Lab Manager | Run Your Lab Like a Business

News

COVID-19 Virus

Rapid Test for COVID-19 Shows Improved Sensitivity

A CRISPR-based test developed at MIT and the Broad Institute can detect nearly as many cases as the standard COVID-19 diagnostic

by Massachusetts Institute of Technology
Register for free to listen to this article
Listen with Speechify
0:00
5:00

CAMBRIDGE, MA — Since the start of the COVID-19 pandemic, researchers at MIT and the Broad Institute of MIT and Harvard, along with their collaborators at the University of Washington, Fred Hutchinson Cancer Research Center, Brigham and Women's Hospital, and the Ragon Institute, have been working on a CRISPR-based diagnostic for COVID-19 that can produce results in 30 minutes to an hour, with similar accuracy as the standard PCR diagnostics now used.

The new test, known as STOPCovid, is still in the research stage but, in principle, could be made cheaply enough that people could test themselves every day. In a study appearing in the New England Journal of Medicine, the researchers showed that on a set of patient samples, their test detected 93 percent of the positive cases as determined by PCR tests for COVID-19.

Get training in Biosafety and Biosecurity and earn CEUs.One of over 25 IACET-accredited courses in the Academy.
Biosafety and Biosecurity Course
A nasal swab is dipped in an extraction buffer containing a lysis buffer and magnetic beads. After 10 minutes at room temperature, the sample is placed on a magnet and the extraction buffer is aspirated.

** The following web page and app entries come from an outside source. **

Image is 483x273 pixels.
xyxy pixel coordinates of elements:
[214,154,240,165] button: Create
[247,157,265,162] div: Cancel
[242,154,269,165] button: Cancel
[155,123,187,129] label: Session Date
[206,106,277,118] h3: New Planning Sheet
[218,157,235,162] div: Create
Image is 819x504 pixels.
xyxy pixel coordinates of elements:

The STOPCovid reaction is added to the beads, and the sample is heated to 60°C. For lateral flow readout, after 80 mins, detection strips are dipped into the reaction. For fluorescence readout, after 45 mins, the reaction can be interpreted using a fluorescence reader.
MIT/Broad Institute

"We need rapid testing to become part of the fabric of this situation so that people can test themselves every day, which will slow down outbreak," says Omar Abudayyeh, an MIT McGovern Fellow working on the diagnostic.

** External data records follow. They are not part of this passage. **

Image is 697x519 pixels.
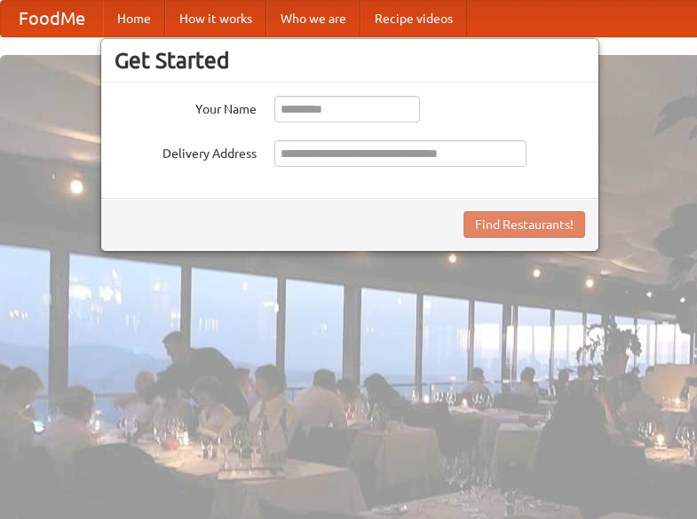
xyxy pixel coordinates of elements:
[463,211,585,238] button: Find Restaurants!
[103,1,165,36] a: Home
[360,1,467,36] a: Recipe videos
[115,140,257,162] label: Delivery Address
[165,1,266,36] a: How it works
[115,96,257,118] label: Your Name
[115,47,585,74] h3: Get Started
[1,1,103,36] a: FoodMe
[266,1,360,36] a: Who we are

Abudayyah is one of the senior authors of the study, along with Jonathan Gootenberg, a McGovern Fellow, and Feng Zhang, a core member of the Broad Institute, investigator at the MIT McGovern Institute and Howard Hughes Medical Institute, and the James and Patricia Poitras '63 Professor of Neuroscience at MIT. The first authors of the paper are MIT biological engineering graduate students Julia Joung and Alim Ladha in the Zhang lab.

A streamlined test

Zhang's laboratory began collaborating with the Abudayyeh and Gootenberg laboratory to work on the COVID-19 diagnostic soon after the SARS-CoV-2 outbreak began. They focused on making an assay, called STOPCovid, that was simple to carry out and did not require any specialized laboratory equipment. Such a test, they hoped, would be amenable to future use in point-of-care settings, such as doctors' offices, pharmacies, nursing homes, and schools.

"We developed STOPCovid so that everything could be done in a single step," Joung says. "A single step means the test can be potentially performed by nonexperts outside of laboratory settings."


Related Article: Researchers Develop a Fast, Accurate, Low-Cost COVID-19 Test


The equipment and consumables needed for running STOPCovid.
MIT/Broad Institute

In the new version of STOPCovid reported Sept. 17, the researchers incorporated a process to concentrate the viral genetic material in a patient sample by adding magnetic beads that attract RNA, eliminating the need for expensive purification kits that are time-intensive and can be in short supply due to high demand. This concentration step boosted the test's sensitivity so that it now approaches that of PCR.

"Once we got the viral genomes onto the beads, we found that that could get us to very high levels of sensitivity," Gootenberg says.

Working with collaborators Keith Jerome at Fred Hutchinson Cancer Research Center and Alex Greninger at the University of Washington, the researchers tested STOPCovid on 402 patient samples—202 positive and 200 negative—and found that the new test detected 93 percent of the positive cases as determined by the standard CDC PCR test.

"Seeing STOPCovid working on actual patient samples was really gratifying," Ladha says.

They also showed, working with Ann Woolley and Deb Hung at Brigham and Women's Hospital, that the STOPCovid test works on samples taken using the less invasive anterior nares swab. They are now testing it with saliva samples, which could make at-home tests even easier to perform. The researchers are continuing to develop the test with the hope of delivering it to end users to help fight the COVID-19 pandemic.

"The goal is to make this test easy to use and sensitive, so that we can tell whether or not someone is carrying the virus as early as possible," Zhang says.